Have you looked at SRP? IIRC, you can implement it using just a
multi-precision library. See http://srp.stanford.edu/ or RFC 2945.
IIRC, the SRP sign-in process also produces a shared secret as a side
effect, suitable for generating session keys.
>
> For #1, what I've been using is this:
>
> 1. Client prepends message string with length (in printf %d format) and
> a colon, pads it to 63 bytes with psuedorandom numbers using whatever
> PRNG is provided by the compiler's library, and encrypts using a 512-bit
> RSA modulus (yeah, I know it should be bigger...I'll address that in the
> revision I'm doing of this) (these are passwords for a chat system, and
> from what I've seen, ROT-13 would be good enough security considering
> how obvious most of the passwords are, so mostly I just want to make
> this better so that ages from now, if this code ever ends up getting
> reused somewhere where good security IS needed, it will be OK).

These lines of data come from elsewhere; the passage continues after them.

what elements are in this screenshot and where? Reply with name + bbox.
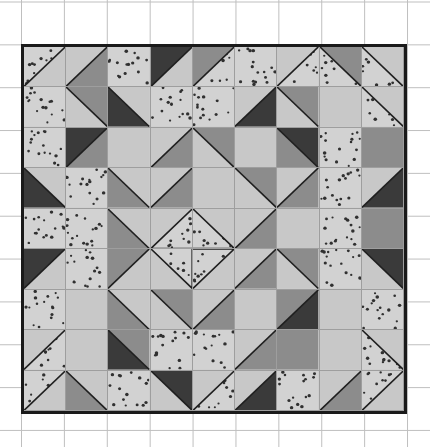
quilt-cell-r1-c6 xyxy=(235,47,277,87)
quilt-cell-r3-c5 xyxy=(193,128,235,168)
quilt-cell-r8-c4 xyxy=(151,330,193,370)
quilt-cell-r1-c3 xyxy=(108,47,150,87)
quilt-cell-r9-c2 xyxy=(66,371,108,411)
quilt-cell-r4-c2 xyxy=(66,168,108,208)
quilt-cell-r5-c8 xyxy=(320,209,362,249)
quilt-cell-r1-c7 xyxy=(277,47,319,87)
quilt-cell-r1-c5 xyxy=(193,47,235,87)
quilt-cell-r8-c6 xyxy=(235,330,277,370)
quilt-cell-r6-c9 xyxy=(362,249,404,289)
quilt-cell-r6-c4 xyxy=(151,249,193,289)
quilt-cell-r1-c9 xyxy=(362,47,404,87)
quilt-cell-r9-c7 xyxy=(277,371,319,411)
quilt-cell-r3-c9 xyxy=(362,128,404,168)
quilt-cell-r6-c7 xyxy=(277,249,319,289)
quilt-cell-r2-c2 xyxy=(66,87,108,127)
quilt-cell-r9-c5 xyxy=(193,371,235,411)
quilt-cell-r8-c9 xyxy=(362,330,404,370)
quilt-cell-r2-c1 xyxy=(24,87,66,127)
quilt-block-grid xyxy=(21,44,407,414)
quilt-cell-r5-c5 xyxy=(193,209,235,249)
quilt-cell-r8-c1 xyxy=(24,330,66,370)
quilt-cell-r1-c2 xyxy=(66,47,108,87)
quilt-cell-r8-c8 xyxy=(320,330,362,370)
quilt-cell-r8-c2 xyxy=(66,330,108,370)
quilt-cell-r1-c1 xyxy=(24,47,66,87)
quilt-cell-r6-c3 xyxy=(108,249,150,289)
quilt-cell-r4-c5 xyxy=(193,168,235,208)
quilt-cell-r8-c5 xyxy=(193,330,235,370)
quilt-cell-r6-c2 xyxy=(66,249,108,289)
quilt-cell-r6-c8 xyxy=(320,249,362,289)
quilt-cell-r2-c5 xyxy=(193,87,235,127)
quilt-cell-r7-c6 xyxy=(235,290,277,330)
quilt-cell-r5-c3 xyxy=(108,209,150,249)
quilt-cell-r8-c7 xyxy=(277,330,319,370)
quilt-cell-r3-c8 xyxy=(320,128,362,168)
quilt-cell-r9-c6 xyxy=(235,371,277,411)
quilt-cell-r2-c3 xyxy=(108,87,150,127)
quilt-cell-r4-c3 xyxy=(108,168,150,208)
quilt-cell-r2-c6 xyxy=(235,87,277,127)
quilt-cell-r7-c8 xyxy=(320,290,362,330)
quilt-cell-r4-c8 xyxy=(320,168,362,208)
quilt-cell-r9-c3 xyxy=(108,371,150,411)
quilt-cell-r2-c4 xyxy=(151,87,193,127)
quilt-cell-r3-c2 xyxy=(66,128,108,168)
quilt-cell-r4-c1 xyxy=(24,168,66,208)
quilt-cell-r2-c9 xyxy=(362,87,404,127)
quilt-cell-r3-c1 xyxy=(24,128,66,168)
quilt-cell-r7-c4 xyxy=(151,290,193,330)
quilt-cell-r1-c8 xyxy=(320,47,362,87)
quilt-cell-r3-c4 xyxy=(151,128,193,168)
quilt-cell-r7-c3 xyxy=(108,290,150,330)
quilt-cell-r5-c9 xyxy=(362,209,404,249)
quilt-cell-r4-c7 xyxy=(277,168,319,208)
quilt-cell-r8-c3 xyxy=(108,330,150,370)
quilt-cell-r4-c9 xyxy=(362,168,404,208)
quilt-cell-r9-c8 xyxy=(320,371,362,411)
quilt-cell-r2-c7 xyxy=(277,87,319,127)
quilt-cell-r5-c1 xyxy=(24,209,66,249)
quilt-cell-r9-c1 xyxy=(24,371,66,411)
quilt-cell-r3-c6 xyxy=(235,128,277,168)
quilt-cell-r4-c6 xyxy=(235,168,277,208)
quilt-cell-r6-c1 xyxy=(24,249,66,289)
quilt-cell-r2-c8 xyxy=(320,87,362,127)
quilt-cell-r9-c9 xyxy=(362,371,404,411)
quilt-cell-r9-c4 xyxy=(151,371,193,411)
quilt-cell-r7-c7 xyxy=(277,290,319,330)
quilt-cell-r7-c1 xyxy=(24,290,66,330)
quilt-cell-r7-c5 xyxy=(193,290,235,330)
quilt-cell-r5-c7 xyxy=(277,209,319,249)
quilt-cell-r3-c7 xyxy=(277,128,319,168)
quilt-cell-r7-c9 xyxy=(362,290,404,330)
quilt-cell-r5-c6 xyxy=(235,209,277,249)
quilt-cell-r7-c2 xyxy=(66,290,108,330)
quilt-cell-r6-c6 xyxy=(235,249,277,289)
quilt-cell-r5-c2 xyxy=(66,209,108,249)
quilt-cell-r6-c5 xyxy=(193,249,235,289)
quilt-diagram-stage xyxy=(0,0,430,447)
quilt-cell-r4-c4 xyxy=(151,168,193,208)
quilt-cell-r3-c3 xyxy=(108,128,150,168)
quilt-cell-r1-c4 xyxy=(151,47,193,87)
quilt-cell-r5-c4 xyxy=(151,209,193,249)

If you were to implement SRP, the client would use this procedure to
send the verifier, not the password.
With SRP, sniffing the traffic on the network does not give Eve
sufficient information to conduct an offline dictionary attack on the
password.
>
> 2. Server decrypts to get the password.
>
> A couple problems have arose. I have a need to write some special clients
> in Perl and Java. For Perl, some of them will be run on Windows versions of
> Perl which the people using are having trouble installing modules from CPAN
> for some reason (and I'm not being helpful for them--I tell them to switch
> to Linux where Perl works fine :-)). For Java, some of the client have to
> work on old Microsoft versions that predate the cool crypto stuff. The
> clients also all need to be able to be used as part of proprietary products,
> so I can't use GPL'ed code.
>
> So, basically, I want something I can personally implement in C++, Perl, and
> Java, not using any add-on libraries. Somewhat surprisingly, MP math seems
> to be available everywhere: GMP on the server (GPL is OK there); I've got a
> less efficient MP library in C++ I wrote years ago that is good enough for
> this that I can use in the C++ Windows client; and Java and Perl both have
> MP libraries standard. Hence, the interest in RSA.